His death is not unmourned in Russia, with many courting arrest:

“At least 359 people have now been arrested at rallies in memory of the late Kremlin critic Alexei Navalny. This would be the largest wave of arrests in Russia since the arrest of more than 1,300 people during demonstrations against the partial mobilization for the Ukrainian war in September 2022. A number of people were arrested, especially in Saint Petersburg and Moscow, as the civil rights platform  Online-Bürgerrechtsplattform OVD-Info  announced. In total there were arrests in 32 Russian cities.” 

The body count as consequence of the Russian army invading Ukraine continues to rise. Guarding his rear, Putin has suppressed more dissidents who might become a focus against him – whether  from right-wing, center, or left-wing. 

For example the right-winger,  oligarch Yevgeny Prigozhin. Previously we noted his similarity to “Coriolanus. Similar to that Roman general in an arrogant hubris fueling a spectacular change of direction, he now only awaits his own murder” (Kumar, The Left Berlin 27/06/23).
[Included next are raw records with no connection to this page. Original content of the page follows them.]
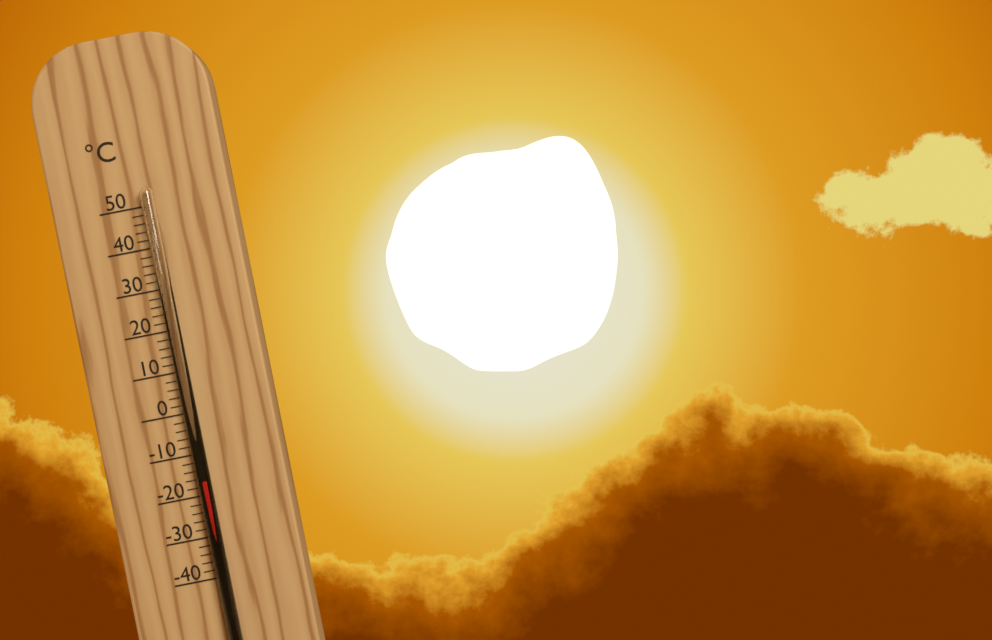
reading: -16 °C
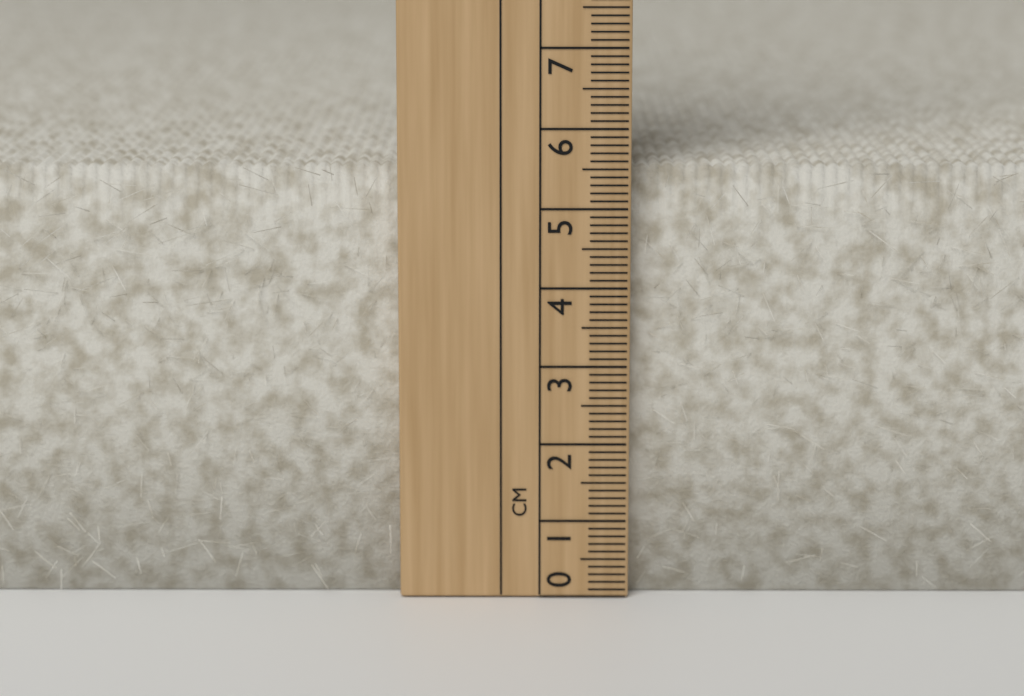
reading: 5.5 cm
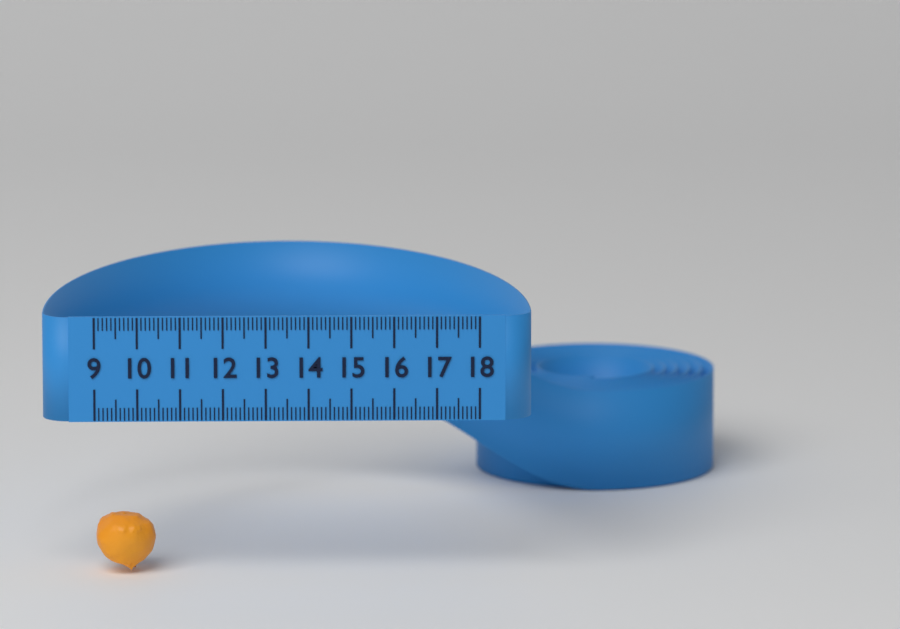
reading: 10.4 (no unit)
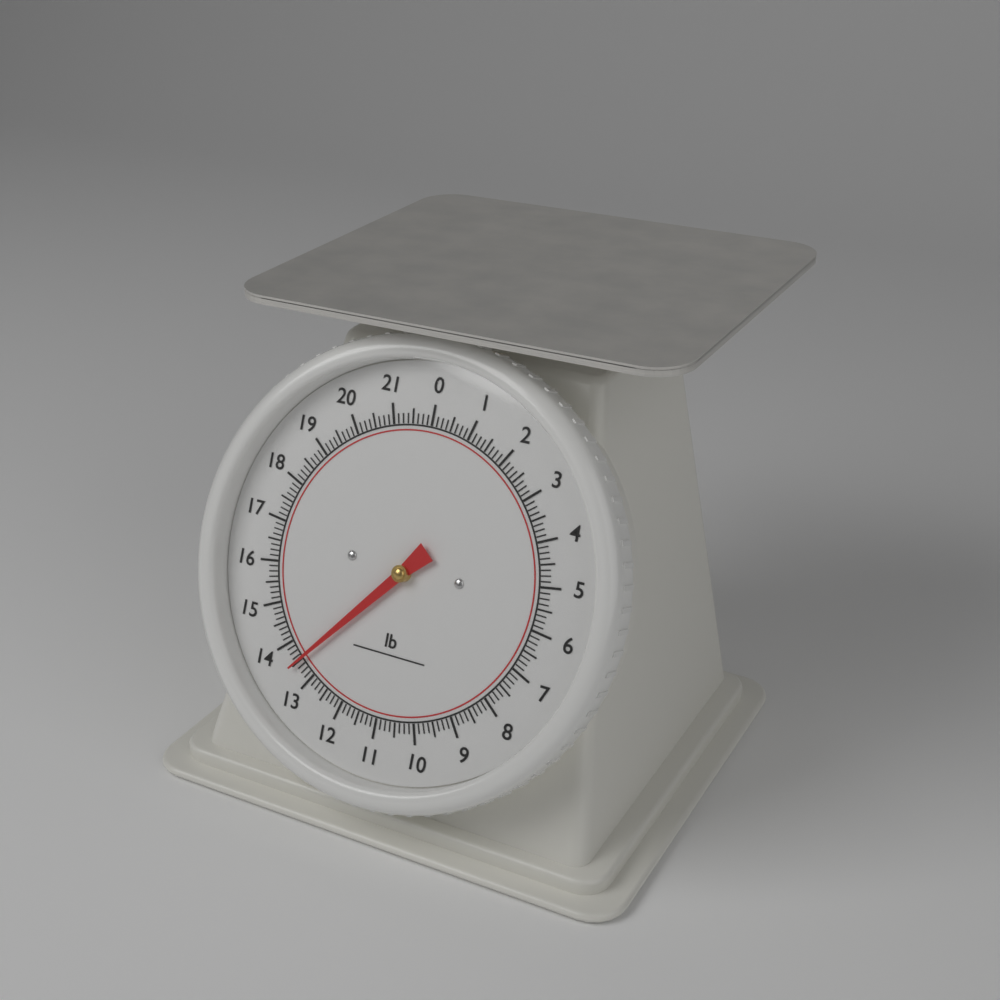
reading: 13.500 lb
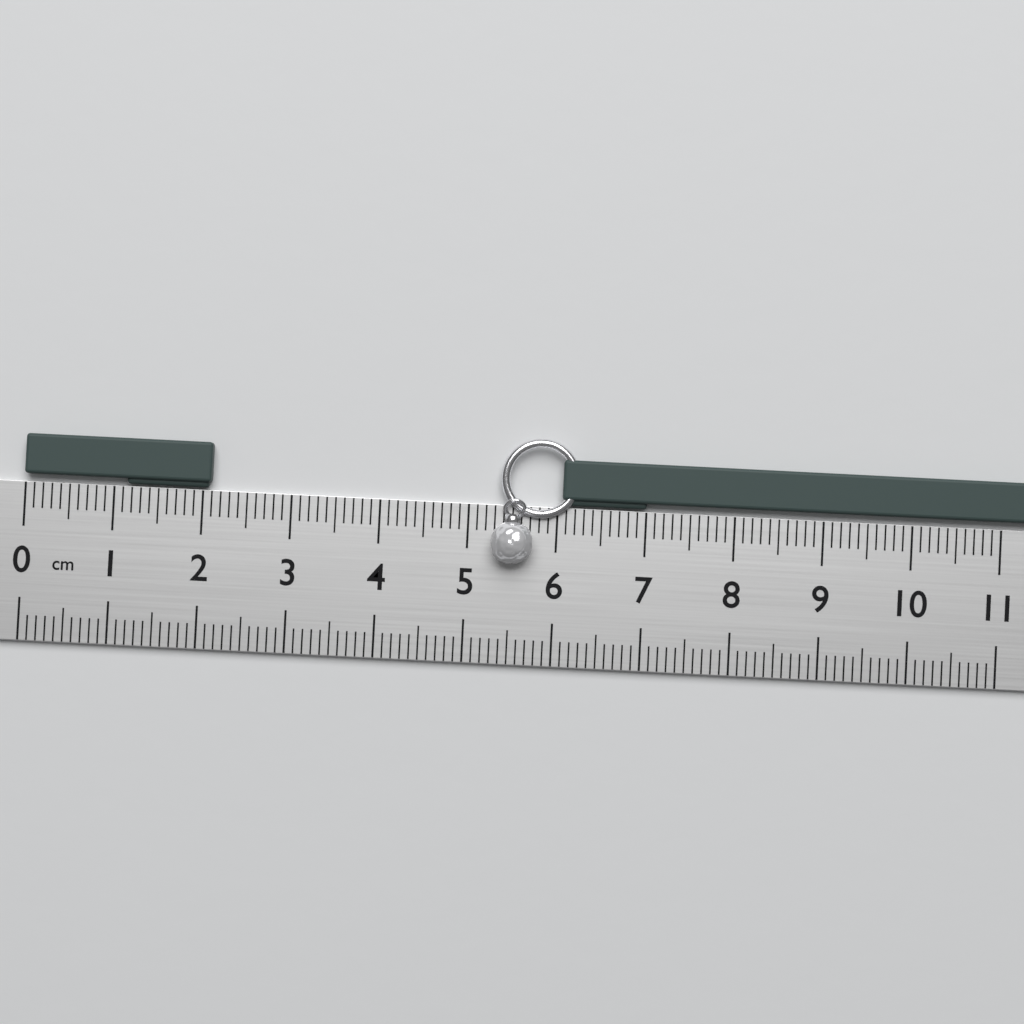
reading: 2.1 cm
Indeed Progozhin’s murder duly came. More recently other Putinite-suppressions silenced the centre. Putin removed the potential candidacy of Nadezhdin in the forthcoming elections. This removed a significant, but largely symbolic challenge:

“Russia’s election commission has rejected anti-war challenger Boris Nadezhdin as a candidate in next month’s presidential vote. Mr Nadezhdin has been relatively critical of Vladimir Putin’s full-scale war in Ukraine when few dissenting voices have been tolerated in Russia. Election authorities claimed more than 15% of the signatures he submitted with his candidate application were flawed… The Central Election Commission said that of the 105,000 signatures submitted by Mr Nadezhdin, more than 9,000 were invalid. They cited a variety of violations. That left 95,587 names, meaning he was just short of the 100,000 required signatures to register as a candidate, commission member Andrei Shutov said.” 

It might not be irrelevant that even from the Arctic, “Navalny had called for a nationwide protest on the day of the March presidential election and for voters to gather at the polls at noon as a sign of dissent against Putin(Catherine Belton Washington Post , Feb 17, 2024. ).

From the left-wing Putin removed the potential ‘socialist’ force of Boris Kargalitsky:

“Leading left-wing Russian thinker Boris Kagarlitsky is facing up to seven years in prison on charges of “justifying terrorism” even though it is clear to everyone – including supporters of Vladimir Putin and his aggression in Ukraine – that he was arrested for his anti-war views. Kagarlitsky is perhaps the most prominent Marxist thinker in the post-Soviet space… he was arrested on 25 July after stating in a social media post that the attack on Russia’s Crimean Bridge in October 2022, believed to be the work of Ukraine, was understandable “from a military point of view”. His case is just one of hundreds of police investigations into anti-war Russians.”

Navalny’s death further prolongs the Russian imperialist aggression into Ukraine. Members of the United Communist Party in some Russian ‘communist parties’ openly repudiate their own leadership for refusing to condemn imperialist war of Russia’s.  Meanwhile the USA and Western imperialist powers try to lever Navalny’s death into ensuring further funds to Ukraine.

Despite the risk to themselves, the war continues to arouse many Russians into confronting Putin’s state. While no clear leadership or formal movement has yet to emerge – it will.